Investors worried about both interest rate and political risks have driven down the shares of the US mortgage groups Fannie Mae and Freddie Mac close to their 52-week lows. Political risk is probably an insoluble problem, but the companies are voluntarily taking on the serious interest rate risk that investors fear.
Unfortunately for US taxpayers, Fannie and Freddie have done the rational thing for companies that the markets regard as being government-backed, just as the savings and loans organisations did in the late 1980s. They have placed the risk of loss on the government, while keeping the gains. Now investors are worried by the political risk that the government's response will be to weaken its implicit backing for the two institutions. Fannie and Freddie were established to add liquidity to the mortgage markets by purchasing mortgages from lenders, thus allowing them to make more residential mortgage loans. For many years after their creation, they simply purchased and held mortgages. In doing so, they took the interest rate risk associated with holding a fixed income asset--a mortgage--while funding it with variable rate liabilities. The S&Ls were ultimately destroyed by a similar mismatch.
By 1981, Fannie and Freddie had begun to use the new technology of securitisation and were issuing mortgage-backed securities as a supplement to the purchase of mortgages for their portfolios. Mortgage-backed securities represent shares in the stream of principal and interest that is paid into a pool of mortgages held by a trustee. Fannie and Freddie guaranteed that holders of securities would receive the principal and interest paid on mortgages in the pool as long as it lasted.
Such securities were an important innovation because they separated the interest rate risk and the credit risk associated with holding mortgages. When Fannie or Freddie guaranteed the income stream from a pool of mortgages, they were taking only the credit risk--the risk that homeowners would not be able to pay their monthly mortgage obligations. Investors in the securities took the interest rate risk--the risk that market interest rates would rise or fall relative to the interest paid on the mortgages in the pool.
But the fees that Fannie and Freddie received for guaranteeing mortgage- backed securities were trivial in comparison with the profits they could earn by holding mortgages. In the latter case, their government backing allowed them to borrow inexpensively in the capital markets and profit on the spread between the interest rate on the mortgages they held and their low cost of funds. When they issued mortgage-backed securities, they no longer received the interest paid on the mortgages. It therefore made financial sense to take interest rate risk by holding such securities as well as issuing them. The bond markets were largely indifferent because they saw Fannie and Freddie as government-backed.
As a result, since the mid 1980s, Fannie and Freddie have followed a policy of repurchasing mortgage-backed securities for their own portfolios. Today, they together hold more than Dollars 1,000bn in mortgage-backed securities--more than a third of all these securities outstanding--and have borrowed more than Dollars 1,000bn to carry the portfolio. This has helped to create the interest rate risk that has worried investors and some in the US government.
Is it necessary for Fannie and Freddie to buy mortgage-backed securities in order to lower mortgage interest rates, in line with their role in expanding home ownership. Many economists say that the answer is no. When Fannie and Freddie borrow in the capital markets and then use these funds to purchase mortgage-backed securities from investors, they are not affecting mortgage interest rates. It is simply a money-for-money swap.
So if Fannie and Freddie are not lowering interest rates by purchasing these securities, why are they doing it? The question answers itself. The taxpayers, through the generosity of Congress, have offered Fannie and Freddie a great deal: heads you win; tails we lose. You can take interest rate risk by repurchasing your own mortgage-backed securities; if you earn substantial profits from your government support, you can keep them; if the market moves against you and you suffer losses, we will cover them.
The way to address this situation is to prohibit Fannie and Freddie from holding mortgages or mortgage-backed securities in their portfolios. That would reduce the risks they are taking on the taxpayers' account, but would not significantly affect mortgage rates. With the concern about the risks being taken by Fannie and Freddie, it is worth considering.
Peter J. Wallison is a resident scholar at AEI.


### Task prompt
From the line containing "Get the region of *glasses*." down to the last line of the records below, copy every line exactly. Leave out everything before it.

### Source material
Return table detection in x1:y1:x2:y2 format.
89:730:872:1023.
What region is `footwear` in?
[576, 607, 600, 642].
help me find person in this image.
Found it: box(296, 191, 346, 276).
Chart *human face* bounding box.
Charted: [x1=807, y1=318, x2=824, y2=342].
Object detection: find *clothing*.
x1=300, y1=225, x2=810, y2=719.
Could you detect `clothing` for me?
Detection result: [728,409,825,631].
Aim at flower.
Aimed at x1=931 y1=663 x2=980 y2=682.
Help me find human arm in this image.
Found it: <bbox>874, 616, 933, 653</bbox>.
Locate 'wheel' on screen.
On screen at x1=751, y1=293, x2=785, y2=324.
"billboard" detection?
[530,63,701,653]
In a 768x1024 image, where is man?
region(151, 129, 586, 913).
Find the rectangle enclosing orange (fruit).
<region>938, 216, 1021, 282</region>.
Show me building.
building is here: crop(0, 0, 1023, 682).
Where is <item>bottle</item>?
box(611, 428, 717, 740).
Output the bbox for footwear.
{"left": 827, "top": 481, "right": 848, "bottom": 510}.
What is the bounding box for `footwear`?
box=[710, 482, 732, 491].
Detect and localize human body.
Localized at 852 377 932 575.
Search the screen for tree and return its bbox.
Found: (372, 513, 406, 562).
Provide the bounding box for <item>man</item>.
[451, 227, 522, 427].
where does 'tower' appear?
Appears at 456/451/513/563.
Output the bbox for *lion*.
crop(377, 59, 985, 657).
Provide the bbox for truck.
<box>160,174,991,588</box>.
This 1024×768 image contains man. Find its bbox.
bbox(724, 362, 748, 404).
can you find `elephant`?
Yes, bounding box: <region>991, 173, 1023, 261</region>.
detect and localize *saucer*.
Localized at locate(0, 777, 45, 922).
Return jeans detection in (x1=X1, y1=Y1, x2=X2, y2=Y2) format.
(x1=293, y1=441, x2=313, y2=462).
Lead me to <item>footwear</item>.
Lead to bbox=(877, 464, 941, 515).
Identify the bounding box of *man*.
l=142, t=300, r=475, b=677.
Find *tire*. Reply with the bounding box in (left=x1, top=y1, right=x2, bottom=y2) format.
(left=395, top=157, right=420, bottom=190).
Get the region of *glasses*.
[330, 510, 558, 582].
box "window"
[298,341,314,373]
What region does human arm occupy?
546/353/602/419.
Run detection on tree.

### Task result
Get the region of *glasses*.
[330, 510, 558, 582].
box "window"
[298,341,314,373]
What region does human arm occupy?
546/353/602/419.
Run detection on tree.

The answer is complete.